The knuckleball – a butterfly with hiccups

Robert Allen “R.A.” Dickey shouldn’t have been able to pitch. In fact the doctors who examined him said that a missing ligament in his right elbow should have made turning a doorknob a problem, let alone pitching a baseball in the majors.

Yet pitch he could and was drafted in the first round by the Texas Rangers in 1996, albeit on a much reduced signing bonus once the doctors’ report had been read. It took nearly five years to make his Major League debut and almost twelve before becoming anything like an established big-league player.

The spark that lit Dickey’s late career fire came from a change in pitching style. By 2005 his Major League career was hanging by a thread: he had become an unremarkable pitcher with a fastball that no longer travelled at speeds in the nineties and a rising ERA (Earned Run Average – a modified equivalent of cricket’s economy rate). Everything was heading in the wrong direction

At the suggestion of his manager, Dickey turned to the knuckleball– in his words, “the baseball equivalent of a carnival act”- an antiquity of a pitch that few in modern times would claim as their own and fewer would truly master. It was a decision of last resort. No American child grew up wanting to be a knuckleballer.


2011 cricket’s World Cup Quarter-Final, Ahmedabad. Australia, batting first against India, are at one of those moments were the innings could go either way: 150 for 3 in the 34th over, Ponting, in his cricketing dotage, is set but with Mike Hussey at the other end, new to the crease. A partnership here would set a platform for a push in the final ten overs; a wicket or two would put India on top.

Zaheer Khan delivers a slower, floaty, dipping ball; Hussey takes a step down the wicket, heaves across the line far too early and is bowled.

“Zaheer does it again” shouts the Cricinfo commentary. “It’s again that mystery bare-knuckle slower ball. It’s the latest invention from the Zaheer labs.”

Australia will be out of the tournament by the day’s end.


The knuckleball does what it does because of a lack of spin. The knuckles are kept tucked behind the ball in hand, sometimes resting against the surface, more often in baseball with fingernails pushing in to the leather below the seam. The aim is to keep the ball as still in flight as possible. It will rotate, inevitably, but the skilful knuckleballer will coax the ball to keep the rotation to a minimum. This leads to two phenomena:

One. The slowly rotating seam will cause the passing air to break at different points on the ball during its short flight, making it move erratically in the air – like a butterfly with hiccups, it was once said. The path of a well delivered knuckleball is as unknown to the pitcher as it is to the batter and to the poor catcher (who will often use a larger glove to limit the bruises).

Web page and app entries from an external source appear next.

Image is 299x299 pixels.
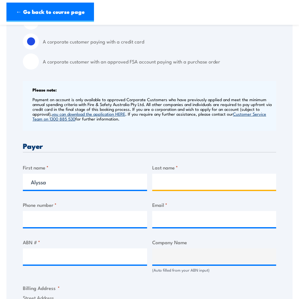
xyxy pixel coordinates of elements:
b: Please note: [33,86,57,93]
label: Company Name [152,238,276,246]
label: Email [152,201,276,208]
label: First name [23,163,147,171]
p: Payment on account is only available to approved Corporate Customers who have previously applied ... [33,97,275,121]
a: Customer Service Team on 1300 885 530 [33,111,266,121]
div: (Auto filled from your ABN input) [152,267,276,273]
legend: Billing Address [23,284,60,291]
label: A corporate customer with an approved FSA account paying with a purchase order [43,53,276,70]
label: Phone number [23,201,147,208]
label: Last name [152,163,276,171]
a: ← Go back to course page [6,3,94,22]
label: A corporate customer paying with a credit card [43,33,276,50]
label: ABN # [23,238,147,246]
h3: Payer [23,142,276,149]
a: you can download the application HERE [52,111,125,117]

The dance of the knuckleball will be more pronounced for the baseballer than the cricketer, as the baseball’s horseshoe shaped seam affords more opportunity to impart swing than the linear cricket seam (unless the quarter seam has been sufficiently raised). It will have slightly longer to travel as well, unless the cricketer bowls full-tosses (the pitching mound to home plate distance is roughly the same as popping crease to popping crease).

Two. Magnus force. Or, rather, the lack of it. Magnus is the force that causes a backwards rotating ball – your usual seam-up delivery – to remain flighted for a longer period (it also causes a top spinner to dip dramatically and a side-spun ball to drift, both useful tools of the spin bowler). The knuckleball keeps Magnus force to a minimum, allowing the ball to drop earlier than similar looking deliveries and, hopefully, earlier than the batter expects.

It is also an off-speed ball, though delivered without the need to slow the arm and give the game away. Most baseball knuckleballers will throw them somewhere between 60 and 70 mph. R.A. Dickey was one of the quicker practitioners of the art – usually clocking in the upper 70s and occasionally higher – and also the most versatile, with an even slower variety that dipped beneath the 60 mph mark. Knuckleballs in cricket tend fall somewhere in the low to mid 70s; Zaheer Khan’s to David Hussey was clocked at 73 mph.


Pitchers like Dickey or greats such as Phil Niekro and Tim Wakefield before him were dedicated to the knuckleball. It was their stock delivery. Dickey aimed to throw at least 80 percent of his pitches with the fingernails. His fastball was kept as an occasional surprise. In cricket the knuckleball was originally the surprise.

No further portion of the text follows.